Sky above, sky below, and a question for a man adrift: Could the golden birthmark below Maddison’s navel have been a tattoo?
No. He vividly recalled the texture of it under his finger and tongue. It was not perfectly flat but slightly raised, as had been Emily’s. Tattoos had no dimension. This spot hadn’t been prickled into her skin with needles and ink. It had been real, hers since she had entered the world.
She was either Emily, incredibly untouched by time, and for whatever reason could not reveal her true identity to him, or she was in some way an avatar of Emily, embodying her mind and spirit. He had no clue how such an avatar could exist. His ever-spinning imagination couldn’t produce even a fragile thread of explanation. In either case, Emily or avatar, it was a matter of magic, in which he did not believe. And in either case, she was essentially Emily.
I’m a needy creature, Davey. I need to be loved every day, every hour. I know so well the loneliness of being unloved. Until you, I’ve been starved for love all my life.
Surely not.
But I have. Starved. And now I can’t get my fill. Until you, life was . . . a horror.
Horror? For a girl with your mind, your heart, your charm? How could that ever be?
Loneliness, enduring fear, a sense that society has gone mad and I’m falling, falling through the madness of it. That’s horror enough for me.
In memory, he could hear the haunting quality of her voice, which grew more marked in the last two sentences and which he did not believe she could have faked. She had lived through something horrific, and her heart and mind were scarred by it.
I feel safe here. Only here. With you. I feel so safe. Tell me it’s forever.
If Maddison had only him, it was equally the case that he had only her. She was his to save, and in the saving of her, he might save himself.
Doubt had no place in a true love knot, and suspicion could not untie it.
A great egret, snow-white with long black legs and a wingspan of at least four feet, issued as if out of nowhere and flew low across the lake, seeming luminous, otherworldly, and its reflection in the water was a doubling of the miracle of its sudden appearance, so that David’s heart was lifted.
He was about to get up from the bench when his phone rang. It was Josefa Alvarez, who took care of Calista Carlino. She was at a hospital and in tears. “Calie’s had a stroke. Please come, come quickly, David, she’s dying.”
| 54 |
When David arrived at the hospital’s intensive-care unit, Emily’s mother had already passed. Weeping, Josefa Alvarez held fast to him for consolation.
He couldn’t tell if the small room was warm or not, for cold radiated outward from his marrow. He wasn’t able to stop trembling. White ceiling and walls, white floor, white bedsheets, white fluorescent light: It was a room in an ice palace.
Deep in grief, Josefa went home while David remained at Calista’s bedside, waiting for the attending physician who, he’d been promised, would shortly speak with him.
The lady lay as though sleeping, her mouth and eyes closed. Although she was pale, death had not lined her face or left her with a tortured expression. She was still lovely and appeared to be in perfect health, though she would not ever open her eyes or speak to break this last of all silences.
David gripped the bed railing to steady himself. His legs were weak. He recalled what Maddison said about feeling as though society had gone mad, as if she were in free fall through all the madness. After the events of the past six days, especially after the bizarre experience in the Ockland residence with the venomous Linette, David was filled with foreboding, with the conviction that he was on the verge of a long fall into an abyss.
He blamed himself for failing Calista just as he had failed Emily. On the one hand, this sense of guilt was irrational. On the other hand . . . he knew why perhaps he should feel at fault, though he was afraid to consider the issue too closely. Not here, not yet.
A nurse entered the room and expressed her condolences as she gently drew the sheet over Calista’s face.
Pushing a gurney, an orderly followed close behind the nurse.
“Where are you taking her?”
“Down to the holding room in the basement. Whatever mortician you make arrangements with can assume custody of the body there.”
David wanted to slow things down, take time to accommodate himself to this terrible turn of events, to get his mind around how his life had changed, take time to catch his breath. Calista’s death had been so sudden, and now the haste with which she was being moved to the hospital morgue seemed to dishonor her.
As the nurse opened the door for the orderly with his gurney, Dr. Theodore Goshen entered. He was dressed in green scrubs. Fiftyish, with a thickening waist and thinning blond hair, he had the weary look of a man who’d seen more death than he had bargained for when the romance of the healer’s profession had long ago lured him into medical school.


Copy out exactly the lines beginning with the one that contains "What do you" and ending at the last line of the listing, skipping any pictures.

• **SUPPLIED MATERIAL**:
◆ ◆ ◆

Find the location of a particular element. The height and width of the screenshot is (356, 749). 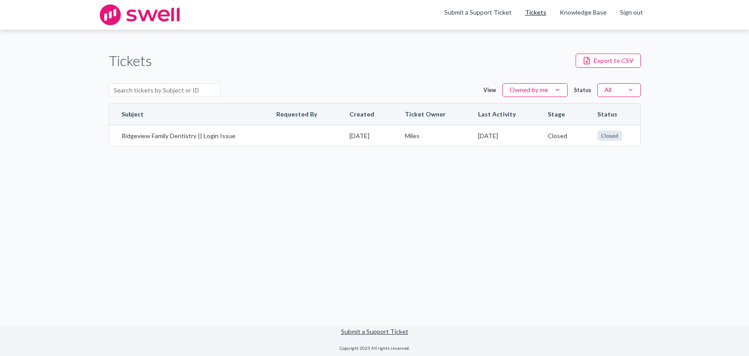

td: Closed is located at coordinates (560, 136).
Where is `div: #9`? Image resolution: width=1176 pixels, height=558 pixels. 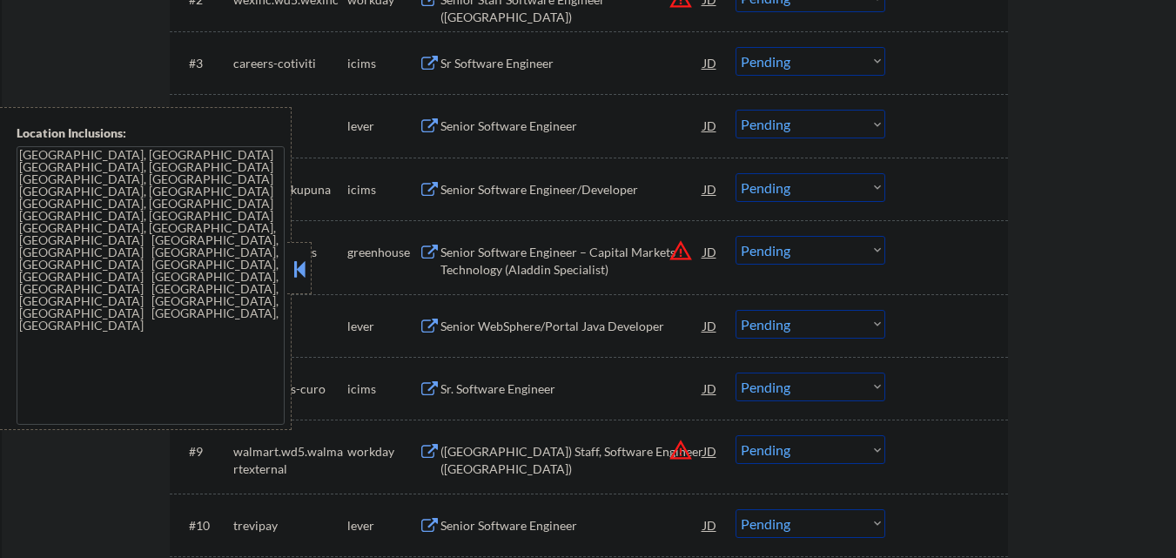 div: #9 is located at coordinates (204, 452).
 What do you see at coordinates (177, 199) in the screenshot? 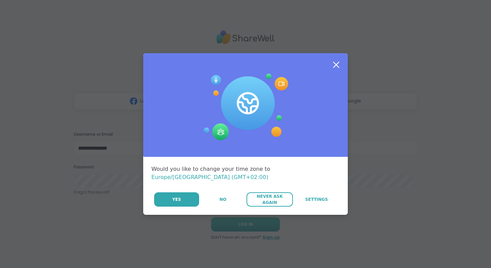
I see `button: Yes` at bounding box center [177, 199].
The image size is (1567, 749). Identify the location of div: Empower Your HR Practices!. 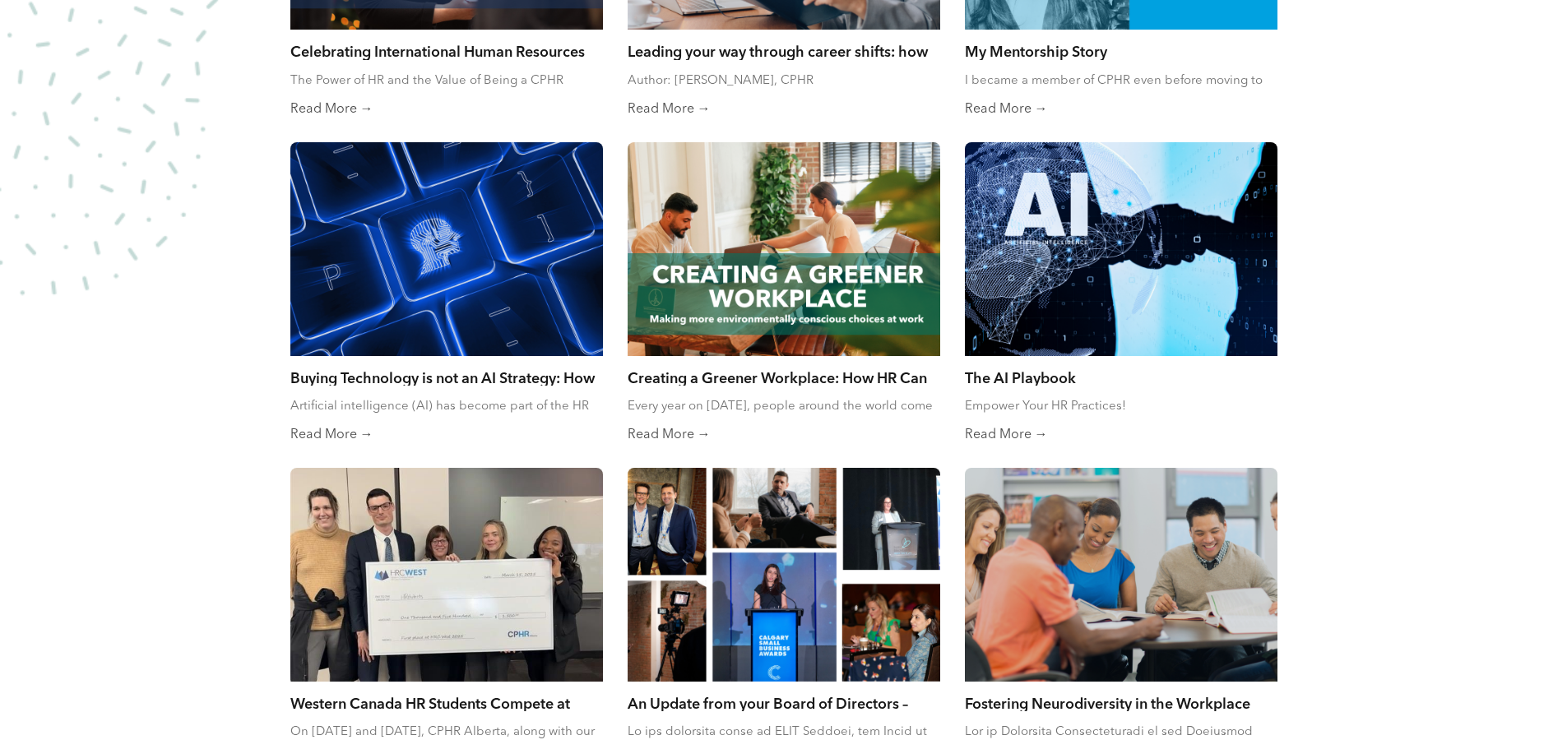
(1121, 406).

◆ ◆ ◆

• **REPLY TO THE TASK**:
 What do you see at coordinates (177, 199) in the screenshot? 
I see `button: Yes` at bounding box center [177, 199].
The image size is (1567, 749). Identify the location of div: Empower Your HR Practices!. 
(1121, 406).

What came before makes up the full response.